The saying in Texas has long been that it’s easier for grandparents to get custody than it is for them to get visitation of their grandchildren. But a statewide group of advocates is hoping to change that.
Supporters say House Bill 575, authored by state Rep. Harold Dutton Jr. (D-Houston), could help some grandparents gain access to grandchildren, even if it’s against the wishes of a parent.
Currently, in order for grandparents to gain visitation rights through the courts, certain conditions must be met. Among those conditions are one of the grandchildren’s parents must be dead, incarcerated, mentally incompetent or out of that child’s life. And under current law, a grandparent can sue for visitation, but still must prove that the child’s mental health or physical well being would be significantly affected without visitation. And grandparents have to have an expert – a psychologist, doctor or other experts – testify to prove their grandchildren would be adversely affected.
HB 575 would lower the legal standards required for grandparents that want to obtain access to grandchildren. The law would essentially make it so that one of the child’s parents wouldn’t have to be dead, locked up, estranged or incompetent for a grandparent to seek visitation. And the law removes the requirement that an “expert witness” testify.
Karen Reed, a member of the Grandparents Rights Association of Texas, is one such grandparent advocating to change the law.
Reed lost her oldest daughter to suicide almost 5 years ago, but she didn’t expect to lose the ability to see or have a relationship with her grandson in the process.
Reed’s grandson will be 10 in May and, according to her, it has been almost 5 years since she has seen him, because of a family disagreement between her and his adoptive parents, Reed’s brother and sister-in-law.
A year before Reed’s daughter died, her grandson went to live with Reed’s brother and sister-in-law, the godparents, because of her daughter’s declining mental health and struggle with alcohol abuse.
“I had always, through my daughter or through my brother and sister-in-law, had access to my grandson,” Reed said. “I just always had access to him unless they were terribly busy.”
But Reed said she started to notice, even before her daughter passed, that her brother and sister-in-law were always busy when she wanted to see her grandson.
She sends him birthday and Christmas gifts and also receives thank you notes from her grandson for the presents. But she hasn’t spoken to or seen him since the death of her daughter.
Reed doesn’t want to adopt or have parental rights of her grandson. She said she just wants to see him, to have a relationship with him. But under Texas law, there isn’t a right for that.
“People don’t think that someday I may never have access to my grandchildren; you just don’t think that that’s ever going to happen,” Reed said.
Reed tried to take her brother and sister-in-law to court several years ago, but the judge threw it out of court because there was no basis for her case. Reed said that’s when she started thinking that maybe she had to help change the law.
She started reading up on the current law and she started contacting her representatives. She also spoke in front of the House Juvenile Justice and Family Issues Committee two years ago and she’s preparing to do so again this year on behalf of HB 575.
As of Feb. 20, the bill has been referred to the House Juvenile Justice and Family Issues Committee and Texas lawmakers have until the end of their legislative session, May 27, to pass it into law.
“What this new bill would do is give us the right to go to court, to be heard before a judge, to have our case heard to see the reasoning why,” Reed said. “We aren’t trying to usurp parents’ rights. Representatives don’t want to take away a parent’s rights and we don’t either. We just want to be able to say that we deserve to be in a child’s life, we’ve not done anything to endanger or hurt them, where we shouldn’t be in their life. If it’s a matter between adults, don’t use a child to hurt. Don’t use a child as a tool against someone.”
Critics of the bill, like Mason Prewitt of the Texas Home School Coalition Association, say it would allow virtually any family to be sued.
“In summary, the bill expands exponentially the pool of families who can be sued under this law to include virtually every family in the state,” Prewitt said in a press release about the bill. “It then lowers the legal standards required for in-laws to obtain access to or possession of that family’s children.”
Reed said grandparents are integral to passing down information about their families as well as wisdom about life, but under current law, they’re treated like a nonentity.
“Growing up, grandparents were an integral part of our lives,” Reed said. “I think they’re very important because they tell grandkids things: ‘This is what your mom did growing up; this is how she was, she was funny, smart and had a great sense of humor;’ and I think they need to have that information passed down. But grandparents are being treated like a nonentity and we have so much to offer to our grandchildren, the wisdom of what we’ve seen and what we know.”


**EXERCISE BRIEF:** All of the entries below need repeating exactly, apart from their images.

**DATA SUPPLIED:**
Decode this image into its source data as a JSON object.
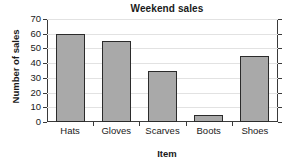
{
  "chart_data": {
    "type": "bar",
    "title": "Weekend sales",
    "xlabel": "Item",
    "ylabel": "Number of sales",
    "categories": [
      "Hats",
      "Gloves",
      "Scarves",
      "Boots",
      "Shoes"
    ],
    "values": [
      60,
      55,
      35,
      5,
      45
    ],
    "ylim": [
      0,
      70
    ],
    "ytick_labels": [
      "0",
      "10",
      "20",
      "30",
      "40",
      "50",
      "60",
      "70"
    ],
    "ytick_values": [
      0,
      10,
      20,
      30,
      40,
      50,
      60,
      70
    ],
    "grid": true,
    "legend": null,
    "colors": {
      "bar_fill": "#a9a9a9",
      "bar_edge": "#2b2b2b",
      "gridline": "#e2e2e2",
      "axis": "#3a3a3a",
      "text": "#1a1a1a",
      "background": "#ffffff"
    }
  }
}
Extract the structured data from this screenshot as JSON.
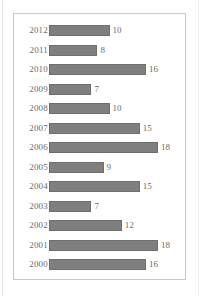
{
  "chart_data": {
    "type": "bar",
    "orientation": "horizontal",
    "title": "",
    "subtitle": "",
    "xlabel": "",
    "ylabel": "",
    "grid": false,
    "legend": null,
    "xlim": [
      0,
      18
    ],
    "categories": [
      "2012",
      "2011",
      "2010",
      "2009",
      "2008",
      "2007",
      "2006",
      "2005",
      "2004",
      "2003",
      "2002",
      "2001",
      "2000"
    ],
    "values": [
      10,
      8,
      16,
      7,
      10,
      15,
      18,
      9,
      15,
      7,
      12,
      18,
      16
    ],
    "data_labels": [
      "10",
      "8",
      "16",
      "7",
      "10",
      "15",
      "18",
      "9",
      "15",
      "7",
      "12",
      "18",
      "16"
    ]
  },
  "style": {
    "bar_fill": "#7f7f7f",
    "bar_border": "#6e6e6e",
    "frame_border": "#c8c8c8",
    "background": "#ffffff",
    "label_color": "#6b6b6b"
  }
}
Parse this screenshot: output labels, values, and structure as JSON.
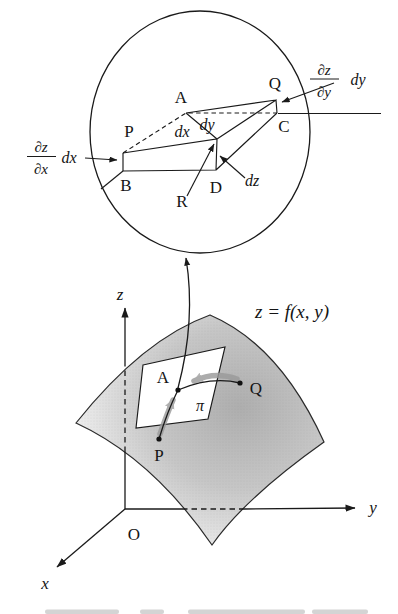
{
  "magnifier": {
    "labels": {
      "A": "A",
      "B": "B",
      "C": "C",
      "D": "D",
      "P": "P",
      "Q": "Q",
      "R": "R"
    },
    "differentials": {
      "dx": "dx",
      "dy": "dy",
      "dz": "dz"
    },
    "partial_x": {
      "numerator": "∂z",
      "denominator": "∂x",
      "multiplier": "dx"
    },
    "partial_y": {
      "numerator": "∂z",
      "denominator": "∂y",
      "multiplier": "dy"
    }
  },
  "plot": {
    "axes": {
      "x": "x",
      "y": "y",
      "z": "z",
      "origin": "O"
    },
    "equation": "z = f(x, y)",
    "points": {
      "A": "A",
      "P": "P",
      "Q": "Q"
    },
    "plane": "π"
  },
  "colors": {
    "ink": "#1a1a1a",
    "surface_dark": "#b0b0b0",
    "surface_light": "#f8f8f8",
    "grey_arrow": "#9a9a9a"
  }
}
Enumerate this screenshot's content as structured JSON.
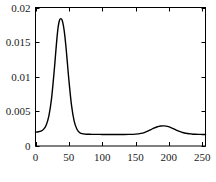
{
  "chart_data": {
    "type": "line",
    "title": "",
    "subtitle": "",
    "xlabel": "",
    "ylabel": "",
    "xlim": [
      0,
      255
    ],
    "ylim": [
      0,
      0.02
    ],
    "grid": false,
    "legend": null,
    "frame": "box",
    "tick_direction": "in",
    "line_color": "#000000",
    "background_color": "#ffffff",
    "axis_color": "#000000",
    "xticks": [
      0,
      50,
      100,
      150,
      200,
      250
    ],
    "xtick_labels": [
      "0",
      "50",
      "100",
      "150",
      "200",
      "250"
    ],
    "yticks": [
      0,
      0.005,
      0.01,
      0.015,
      0.02
    ],
    "ytick_labels": [
      "0",
      "0.005",
      "0.01",
      "0.015",
      "0.02"
    ],
    "series": [
      {
        "name": "curve",
        "x": [
          0,
          4,
          8,
          12,
          16,
          20,
          24,
          28,
          30,
          32,
          34,
          36,
          38,
          40,
          42,
          44,
          46,
          48,
          50,
          54,
          58,
          62,
          66,
          70,
          74,
          78,
          82,
          86,
          90,
          100,
          110,
          120,
          130,
          140,
          150,
          158,
          164,
          170,
          176,
          182,
          188,
          193,
          198,
          204,
          210,
          216,
          222,
          228,
          234,
          240,
          246,
          250,
          255
        ],
        "y": [
          0.002,
          0.00205,
          0.00215,
          0.0024,
          0.003,
          0.0043,
          0.0068,
          0.0108,
          0.0131,
          0.0154,
          0.0172,
          0.01815,
          0.0184,
          0.01815,
          0.0173,
          0.0159,
          0.014,
          0.0118,
          0.0096,
          0.0059,
          0.0036,
          0.00245,
          0.00195,
          0.00178,
          0.00172,
          0.0017,
          0.00169,
          0.00168,
          0.00168,
          0.00167,
          0.00167,
          0.00167,
          0.00167,
          0.00168,
          0.00172,
          0.00182,
          0.00198,
          0.00222,
          0.0025,
          0.00275,
          0.00288,
          0.0029,
          0.00283,
          0.00262,
          0.00235,
          0.0021,
          0.00192,
          0.0018,
          0.00174,
          0.0017,
          0.00168,
          0.00167,
          0.00166
        ]
      }
    ],
    "annotations": []
  },
  "axes": {
    "peak_primary": {
      "x": 38,
      "y": 0.0184
    },
    "peak_secondary": {
      "x": 193,
      "y": 0.0029
    },
    "baseline": 0.00167
  }
}
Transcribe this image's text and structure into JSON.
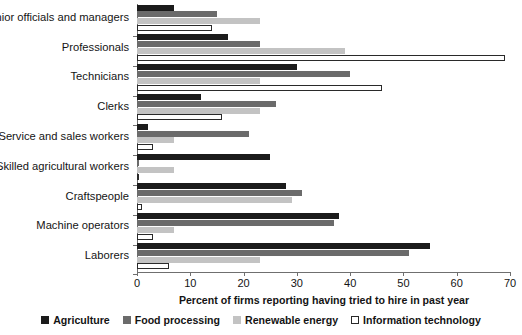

**TASK RESPONSE:**
Decode this image into its source data as a JSON object.
{
  "chart_data": {
    "type": "bar",
    "title": "Weekend sales",
    "xlabel": "Item",
    "ylabel": "Number of sales",
    "categories": [
      "Hats",
      "Gloves",
      "Scarves",
      "Boots",
      "Shoes"
    ],
    "values": [
      60,
      55,
      35,
      5,
      45
    ],
    "ylim": [
      0,
      70
    ],
    "ytick_labels": [
      "0",
      "10",
      "20",
      "30",
      "40",
      "50",
      "60",
      "70"
    ],
    "ytick_values": [
      0,
      10,
      20,
      30,
      40,
      50,
      60,
      70
    ],
    "grid": true,
    "legend": null,
    "colors": {
      "bar_fill": "#a9a9a9",
      "bar_edge": "#2b2b2b",
      "gridline": "#e2e2e2",
      "axis": "#3a3a3a",
      "text": "#1a1a1a",
      "background": "#ffffff"
    }
  }
}
Extract the structured data from this screenshot as JSON.
{
  "chart_data": {
    "type": "bar",
    "orientation": "horizontal",
    "title": "",
    "subtitle": "",
    "xlabel": "",
    "ylabel": "",
    "grid": false,
    "legend": null,
    "xlim": [
      0,
      18
    ],
    "categories": [
      "2012",
      "2011",
      "2010",
      "2009",
      "2008",
      "2007",
      "2006",
      "2005",
      "2004",
      "2003",
      "2002",
      "2001",
      "2000"
    ],
    "values": [
      10,
      8,
      16,
      7,
      10,
      15,
      18,
      9,
      15,
      7,
      12,
      18,
      16
    ],
    "data_labels": [
      "10",
      "8",
      "16",
      "7",
      "10",
      "15",
      "18",
      "9",
      "15",
      "7",
      "12",
      "18",
      "16"
    ]
  },
  "style": {
    "bar_fill": "#7f7f7f",
    "bar_border": "#6e6e6e",
    "frame_border": "#c8c8c8",
    "background": "#ffffff",
    "label_color": "#6b6b6b"
  }
}
Parse this screenshot: output labels, values, and structure as JSON.
{
  "magnifier": {
    "labels": {
      "A": "A",
      "B": "B",
      "C": "C",
      "D": "D",
      "P": "P",
      "Q": "Q",
      "R": "R"
    },
    "differentials": {
      "dx": "dx",
      "dy": "dy",
      "dz": "dz"
    },
    "partial_x": {
      "numerator": "∂z",
      "denominator": "∂x",
      "multiplier": "dx"
    },
    "partial_y": {
      "numerator": "∂z",
      "denominator": "∂y",
      "multiplier": "dy"
    }
  },
  "plot": {
    "axes": {
      "x": "x",
      "y": "y",
      "z": "z",
      "origin": "O"
    },
    "equation": "z = f(x, y)",
    "points": {
      "A": "A",
      "P": "P",
      "Q": "Q"
    },
    "plane": "π"
  },
  "colors": {
    "ink": "#1a1a1a",
    "surface_dark": "#b0b0b0",
    "surface_light": "#f8f8f8",
    "grey_arrow": "#9a9a9a"
  }
}
Enumerate this screenshot's content as structured JSON.
{
  "chart_data": {
    "type": "line",
    "title": "",
    "subtitle": "",
    "xlabel": "",
    "ylabel": "",
    "xlim": [
      0,
      255
    ],
    "ylim": [
      0,
      0.02
    ],
    "grid": false,
    "legend": null,
    "frame": "box",
    "tick_direction": "in",
    "line_color": "#000000",
    "background_color": "#ffffff",
    "axis_color": "#000000",
    "xticks": [
      0,
      50,
      100,
      150,
      200,
      250
    ],
    "xtick_labels": [
      "0",
      "50",
      "100",
      "150",
      "200",
      "250"
    ],
    "yticks": [
      0,
      0.005,
      0.01,
      0.015,
      0.02
    ],
    "ytick_labels": [
      "0",
      "0.005",
      "0.01",
      "0.015",
      "0.02"
    ],
    "series": [
      {
        "name": "curve",
        "x": [
          0,
          4,
          8,
          12,
          16,
          20,
          24,
          28,
          30,
          32,
          34,
          36,
          38,
          40,
          42,
          44,
          46,
          48,
          50,
          54,
          58,
          62,
          66,
          70,
          74,
          78,
          82,
          86,
          90,
          100,
          110,
          120,
          130,
          140,
          150,
          158,
          164,
          170,
          176,
          182,
          188,
          193,
          198,
          204,
          210,
          216,
          222,
          228,
          234,
          240,
          246,
          250,
          255
        ],
        "y": [
          0.002,
          0.00205,
          0.00215,
          0.0024,
          0.003,
          0.0043,
          0.0068,
          0.0108,
          0.0131,
          0.0154,
          0.0172,
          0.01815,
          0.0184,
          0.01815,
          0.0173,
          0.0159,
          0.014,
          0.0118,
          0.0096,
          0.0059,
          0.0036,
          0.00245,
          0.00195,
          0.00178,
          0.00172,
          0.0017,
          0.00169,
          0.00168,
          0.00168,
          0.00167,
          0.00167,
          0.00167,
          0.00167,
          0.00168,
          0.00172,
          0.00182,
          0.00198,
          0.00222,
          0.0025,
          0.00275,
          0.00288,
          0.0029,
          0.00283,
          0.00262,
          0.00235,
          0.0021,
          0.00192,
          0.0018,
          0.00174,
          0.0017,
          0.00168,
          0.00167,
          0.00166
        ]
      }
    ],
    "annotations": []
  },
  "axes": {
    "peak_primary": {
      "x": 38,
      "y": 0.0184
    },
    "peak_secondary": {
      "x": 193,
      "y": 0.0029
    },
    "baseline": 0.00167
  }
}
Transcribe this image's text and structure into JSON.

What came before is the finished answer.